Oman Daily Observer

EU’S next food fight: regulating gene-edited crops

- JULIEN GIRAULT

Extreme weather caused by climate change has damaged food production across Europe.

Confronted with a deteriorat­ing situation, divided European Union decision-makers are debating new rules for geneticall­y modified crops.

Last year’s drought ravaged the continent’s farms, starving everything from Spanish olive harvests to Hungary’s maize and sunflower crops, Italian and Romanian corn fields to France’s dairy production.

Some argue the answer to Europe’s problems is deregulati­ng gene modificati­on techniques to produce better crops. Others claim this would be a “smokescree­n” to avoid having to radically change the way the bloc farms.

Supporters say seeds produced using gene editing techniques are less vulnerable to drought and disease — and require less water.

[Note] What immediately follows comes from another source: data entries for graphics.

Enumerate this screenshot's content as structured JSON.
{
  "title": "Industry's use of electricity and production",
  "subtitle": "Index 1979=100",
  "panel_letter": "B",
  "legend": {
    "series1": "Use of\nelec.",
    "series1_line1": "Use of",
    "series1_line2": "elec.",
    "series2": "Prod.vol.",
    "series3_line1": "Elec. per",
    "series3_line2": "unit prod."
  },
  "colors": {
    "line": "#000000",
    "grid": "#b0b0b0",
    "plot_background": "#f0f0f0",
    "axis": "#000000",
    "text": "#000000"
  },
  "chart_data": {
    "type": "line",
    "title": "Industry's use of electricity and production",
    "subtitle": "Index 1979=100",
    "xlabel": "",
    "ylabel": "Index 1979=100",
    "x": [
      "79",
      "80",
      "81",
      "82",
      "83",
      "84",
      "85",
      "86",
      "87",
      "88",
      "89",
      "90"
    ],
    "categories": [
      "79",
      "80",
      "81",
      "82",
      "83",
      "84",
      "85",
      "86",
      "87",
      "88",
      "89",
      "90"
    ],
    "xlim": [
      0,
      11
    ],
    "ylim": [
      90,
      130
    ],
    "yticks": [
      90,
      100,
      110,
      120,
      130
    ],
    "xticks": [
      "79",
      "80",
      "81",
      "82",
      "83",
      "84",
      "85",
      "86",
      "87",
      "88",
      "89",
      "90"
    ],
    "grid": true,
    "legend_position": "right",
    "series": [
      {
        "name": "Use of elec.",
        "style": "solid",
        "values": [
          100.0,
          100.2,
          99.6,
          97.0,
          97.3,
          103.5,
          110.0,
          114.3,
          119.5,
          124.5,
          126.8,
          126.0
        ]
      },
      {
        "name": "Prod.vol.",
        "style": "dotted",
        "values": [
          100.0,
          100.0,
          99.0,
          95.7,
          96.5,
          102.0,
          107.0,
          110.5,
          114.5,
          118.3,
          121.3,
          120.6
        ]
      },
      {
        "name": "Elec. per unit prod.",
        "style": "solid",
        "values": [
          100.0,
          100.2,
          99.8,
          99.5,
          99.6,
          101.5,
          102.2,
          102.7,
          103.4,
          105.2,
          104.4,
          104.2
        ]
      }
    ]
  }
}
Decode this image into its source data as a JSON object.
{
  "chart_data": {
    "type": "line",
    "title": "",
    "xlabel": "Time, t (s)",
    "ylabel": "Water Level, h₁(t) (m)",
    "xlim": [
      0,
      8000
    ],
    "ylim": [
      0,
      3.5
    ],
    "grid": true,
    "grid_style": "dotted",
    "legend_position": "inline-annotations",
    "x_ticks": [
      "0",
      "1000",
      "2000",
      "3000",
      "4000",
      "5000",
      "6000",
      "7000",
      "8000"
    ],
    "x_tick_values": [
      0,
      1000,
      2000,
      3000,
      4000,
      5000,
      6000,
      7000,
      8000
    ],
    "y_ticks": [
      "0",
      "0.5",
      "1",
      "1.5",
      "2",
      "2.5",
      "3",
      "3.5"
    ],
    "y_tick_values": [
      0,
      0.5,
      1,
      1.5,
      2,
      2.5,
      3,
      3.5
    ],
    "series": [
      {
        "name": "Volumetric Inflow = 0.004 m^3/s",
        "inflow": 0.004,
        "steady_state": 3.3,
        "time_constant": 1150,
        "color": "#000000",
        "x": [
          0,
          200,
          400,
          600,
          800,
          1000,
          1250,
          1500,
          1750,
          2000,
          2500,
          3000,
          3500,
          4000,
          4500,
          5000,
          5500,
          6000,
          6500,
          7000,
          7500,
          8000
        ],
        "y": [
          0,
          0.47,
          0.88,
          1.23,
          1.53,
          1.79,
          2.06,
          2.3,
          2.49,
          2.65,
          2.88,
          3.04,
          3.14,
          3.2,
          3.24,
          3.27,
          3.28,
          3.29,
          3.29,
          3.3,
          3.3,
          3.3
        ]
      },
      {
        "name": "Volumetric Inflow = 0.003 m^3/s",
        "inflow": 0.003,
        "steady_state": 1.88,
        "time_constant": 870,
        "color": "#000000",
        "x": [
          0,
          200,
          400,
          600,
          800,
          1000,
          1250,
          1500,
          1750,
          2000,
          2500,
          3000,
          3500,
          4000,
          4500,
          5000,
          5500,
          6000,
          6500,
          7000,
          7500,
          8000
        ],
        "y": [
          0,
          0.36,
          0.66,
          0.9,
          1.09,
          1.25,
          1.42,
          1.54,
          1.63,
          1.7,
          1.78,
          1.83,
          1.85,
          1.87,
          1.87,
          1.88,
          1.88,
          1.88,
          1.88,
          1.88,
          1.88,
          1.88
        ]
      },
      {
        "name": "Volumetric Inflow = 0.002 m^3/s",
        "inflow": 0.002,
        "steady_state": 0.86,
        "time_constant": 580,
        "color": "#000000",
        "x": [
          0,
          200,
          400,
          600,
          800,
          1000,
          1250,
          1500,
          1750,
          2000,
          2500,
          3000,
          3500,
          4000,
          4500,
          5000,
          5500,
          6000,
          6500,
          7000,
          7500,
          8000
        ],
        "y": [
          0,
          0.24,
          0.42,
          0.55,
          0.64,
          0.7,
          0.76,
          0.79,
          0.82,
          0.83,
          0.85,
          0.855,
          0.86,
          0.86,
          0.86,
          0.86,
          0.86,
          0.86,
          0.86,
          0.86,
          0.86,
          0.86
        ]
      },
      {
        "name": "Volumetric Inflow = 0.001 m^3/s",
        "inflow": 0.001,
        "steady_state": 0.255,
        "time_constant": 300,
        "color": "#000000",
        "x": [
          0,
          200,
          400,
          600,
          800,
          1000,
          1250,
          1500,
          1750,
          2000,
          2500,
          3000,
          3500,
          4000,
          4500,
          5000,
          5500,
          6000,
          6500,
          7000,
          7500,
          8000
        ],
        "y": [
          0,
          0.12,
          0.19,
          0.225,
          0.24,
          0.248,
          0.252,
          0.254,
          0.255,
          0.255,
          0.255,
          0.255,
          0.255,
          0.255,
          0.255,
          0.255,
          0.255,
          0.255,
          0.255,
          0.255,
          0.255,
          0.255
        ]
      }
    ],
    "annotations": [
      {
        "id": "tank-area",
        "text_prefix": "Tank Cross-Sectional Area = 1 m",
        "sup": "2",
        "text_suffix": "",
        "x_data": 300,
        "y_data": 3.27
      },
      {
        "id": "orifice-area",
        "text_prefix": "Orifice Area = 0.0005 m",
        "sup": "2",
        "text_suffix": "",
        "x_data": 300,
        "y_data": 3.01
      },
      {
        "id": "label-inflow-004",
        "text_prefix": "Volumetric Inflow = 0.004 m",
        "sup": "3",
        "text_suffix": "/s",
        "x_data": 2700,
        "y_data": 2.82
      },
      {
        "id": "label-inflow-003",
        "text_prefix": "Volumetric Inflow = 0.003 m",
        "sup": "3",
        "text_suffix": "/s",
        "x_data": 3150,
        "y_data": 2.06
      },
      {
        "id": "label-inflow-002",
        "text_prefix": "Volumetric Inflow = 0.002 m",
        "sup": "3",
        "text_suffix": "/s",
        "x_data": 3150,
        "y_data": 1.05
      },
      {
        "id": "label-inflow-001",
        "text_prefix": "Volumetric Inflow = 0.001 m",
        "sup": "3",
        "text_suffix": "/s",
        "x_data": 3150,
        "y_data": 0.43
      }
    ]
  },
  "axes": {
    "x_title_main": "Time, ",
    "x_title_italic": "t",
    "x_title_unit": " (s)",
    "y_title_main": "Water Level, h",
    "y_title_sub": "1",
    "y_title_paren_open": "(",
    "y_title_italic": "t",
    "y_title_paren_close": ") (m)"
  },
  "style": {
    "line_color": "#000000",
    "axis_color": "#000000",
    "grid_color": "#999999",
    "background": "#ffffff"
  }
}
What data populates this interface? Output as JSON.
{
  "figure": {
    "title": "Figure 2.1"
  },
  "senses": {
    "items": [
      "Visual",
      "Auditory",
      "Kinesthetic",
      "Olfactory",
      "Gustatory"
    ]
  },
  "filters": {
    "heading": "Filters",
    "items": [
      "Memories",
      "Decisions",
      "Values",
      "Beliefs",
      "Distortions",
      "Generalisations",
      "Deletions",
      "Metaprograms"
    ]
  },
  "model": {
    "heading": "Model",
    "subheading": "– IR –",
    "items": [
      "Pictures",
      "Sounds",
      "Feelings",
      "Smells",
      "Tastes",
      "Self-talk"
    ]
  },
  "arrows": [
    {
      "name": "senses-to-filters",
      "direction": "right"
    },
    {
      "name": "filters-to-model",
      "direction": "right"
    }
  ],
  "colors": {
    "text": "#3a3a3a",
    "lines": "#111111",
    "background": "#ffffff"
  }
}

The European Commission, the EU’S executive arm, will propose a law in July that will loosen the rules on plants produced by certain new genomic techniques (NGTS), branded by critics as simply “new geneticall­y modified organisms (GMOS)”.

The proposals will open a new battlefron­t among the EU’S 27 member states — with drought-hit countries especially in favour — and between EU lawmakers. The new techniques are a mix of genomic editing tools that alter a plant’s genetic make-up without the addition of foreign genetic material, unlike “transgenic” GMOS that include DNA from other species.

The commission says the current rules on GMOS including permission and labelling are “not fit for purpose” for the new technology.

“Plants produced by new genomic techniques can support sustainabi­lity,” the EU’S health commission­er, Stella Kyriakides, said last month.

The proposals, she said, “will strongly signal to farmers, researcher­s and industry that this is the way forward in the EU”. In a document from February, the commission looked at whether it should treat traditiona­l seeds and those produced using the new techniques, with modificati­ons that could in theory have happened naturally, as the same. France, severely affected by drought last summer, backs changing the rules.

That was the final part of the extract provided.